Samsung has moved its Chinese manufacturing to Vietnam and toymaker Hasbro has left China for production facilities in India and Vietnam. Many apparel and footwear companies, including Adidas, have also moved at least some production out of China.
Automobile maker Stellantis, which owns Chrysler, Peugeot, Maserati and other other brands, closed its manufacturing plant in China after meddling by People’s Republic of China (PRC) government officials. Many other manufacturers have either cut back or are pulling production completely out of China.
There are a number of reasons for the current manufacturing exodus, some of which couldn’t have been predicted just a few years ago.
COVID is perhaps the biggest factor. The pandemic led to a global supply chain crisis that made it harder to get goods into the United States from overseas, leading some corporations to consider reshoring or near-shoring production.
China’s zero-COVID strategy also has disrupted manufacturing and logistics and has increased many companies’ anxiety about doing continuous business in China. While the strict COVID policy has been lifted in recent weeks, China is now experiencing a widespread breakout of the pandemic that it had been able to contain with strict autocratic guidelines. This will, no doubt, further dampen its manufacturing capabilities and does not bode well for its manufacturing industry in 2023.
But there also have been U.S. policy choices made that have almost certainly contributed to American corporations exiting China.

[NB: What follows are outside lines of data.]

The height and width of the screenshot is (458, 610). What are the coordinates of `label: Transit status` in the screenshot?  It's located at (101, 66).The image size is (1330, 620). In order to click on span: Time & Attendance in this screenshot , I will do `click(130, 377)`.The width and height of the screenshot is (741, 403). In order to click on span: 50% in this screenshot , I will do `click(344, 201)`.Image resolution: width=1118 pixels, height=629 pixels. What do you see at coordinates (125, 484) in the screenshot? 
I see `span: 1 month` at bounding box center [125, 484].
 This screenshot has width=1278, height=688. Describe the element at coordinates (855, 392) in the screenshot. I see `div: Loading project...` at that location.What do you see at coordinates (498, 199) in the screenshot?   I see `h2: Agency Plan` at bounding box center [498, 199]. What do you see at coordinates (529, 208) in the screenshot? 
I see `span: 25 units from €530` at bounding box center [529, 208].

It starts with the Trump administration, which imposed a series of steep tariffs on imports from China in response to the two decades of the CCP’s unfair trade practices. Many observers predicted that the Biden administration would remove the tariffs, but that hasn’t happened – and indeed, Team Biden has looked to find new ways to hold China accountable for its bad actions.
Politico reported this week that the Biden administration is “quietly reshaping the American economic relationship with the world’s second-largest economic power, enacting a strategy to limit China’s technological development that breaks with decades of federal policy and represents the most aggressive American action yet to curtail Beijing’s economic and military rise.”

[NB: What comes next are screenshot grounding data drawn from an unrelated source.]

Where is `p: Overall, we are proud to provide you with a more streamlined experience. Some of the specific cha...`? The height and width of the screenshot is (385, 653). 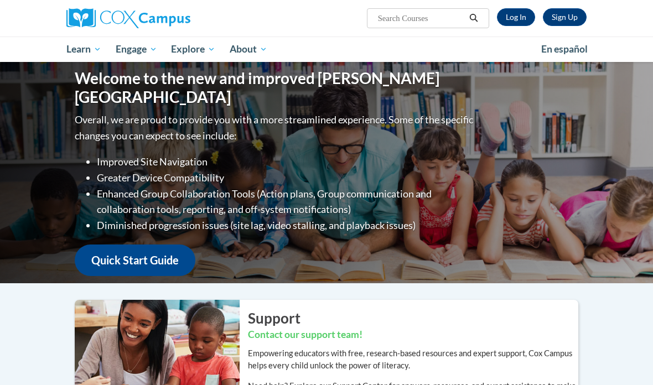
p: Overall, we are proud to provide you with a more streamlined experience. Some of the specific cha... is located at coordinates (275, 128).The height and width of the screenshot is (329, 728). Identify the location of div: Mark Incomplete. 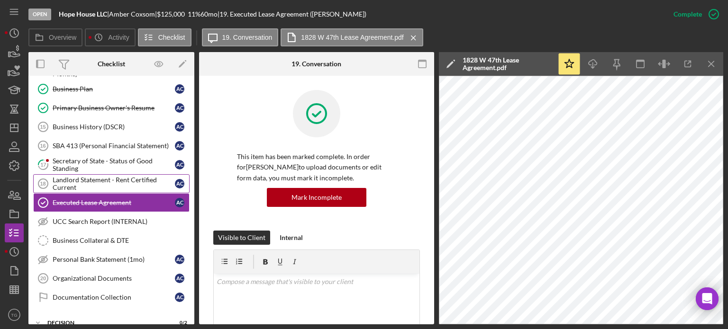
(317, 198).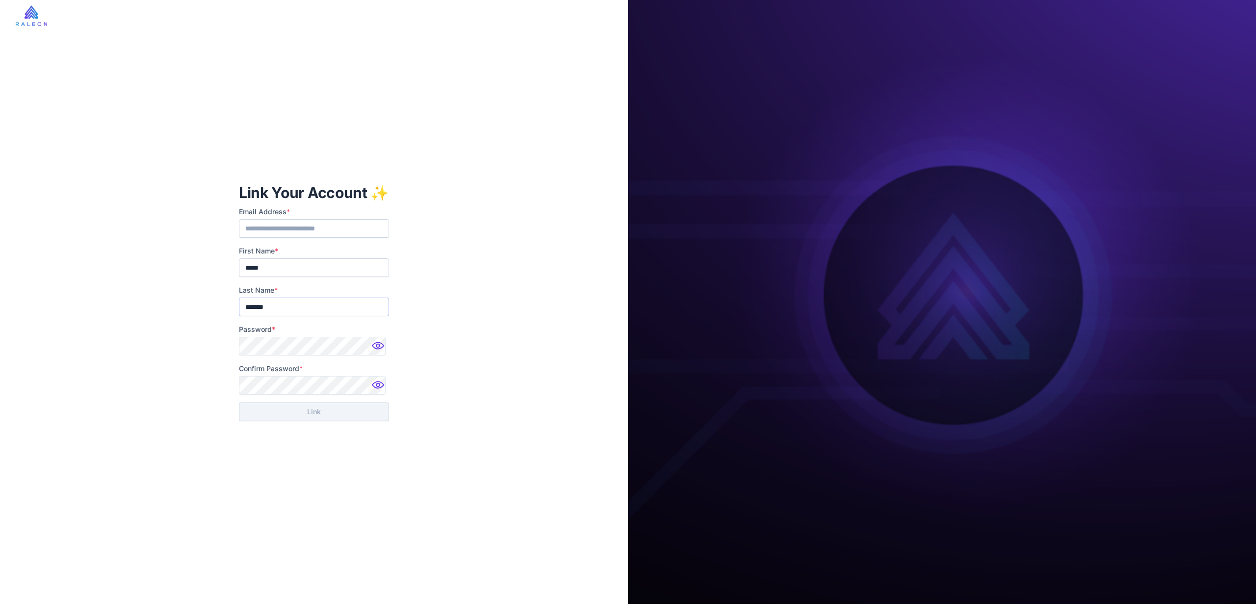 The height and width of the screenshot is (604, 1256). Describe the element at coordinates (314, 251) in the screenshot. I see `label: First Name` at that location.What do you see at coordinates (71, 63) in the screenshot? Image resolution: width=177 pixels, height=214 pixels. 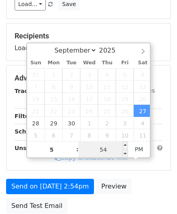 I see `span: Tue` at bounding box center [71, 63].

Much of this is centered on technology, from looking to stop China from manufacturing advanced computer chips to banning commercial exports of advanced technology to China. The administration is even beginning to crackdown on the popular social media app TikTok, which is owned by China.
There also are new laws in effect to tackle some of China’s most egregious practices.
Another such example is the Uyghur Forced Labor Prevention Act (UFLPA), which prohibits any imports from Xinjiang province into the United States due to the ongoing genocide of the Uyghurs and other minority groups in the region. Passed with overwhelming support by a bipartisan Congress, the UFLPA addresses human rights abuses by the CCP, which has used what amounts to slave labor by a mostly Muslim community in Xinjiang to increase its manufacturing capabilities.
Thanks to the law, some corporations have begun to examine their production in China, with some moving their manufacturing out of China or working to cutting back on Chinese-produced products. Other countries around the world have also taken notice; the European Union has also begun to put restrictions on products manufactured in the region.
To be fair, there’s still plenty of manufacturing happening in China, and it’s unclear whether all of this change will last. The CCP has long shown a willingness to spend whatever it takes – and do whatever it takes – to dominate industry and achieve its goals.
That is why the United States must hold steadfast, from a continued support for tariffs on Chinese goods to following through on a strategic decoupling from China to a willingness to fully enforce laws like the UFLPA. China is still in the game, and the U.S. must do whatever we can to level the manufacturing playing field.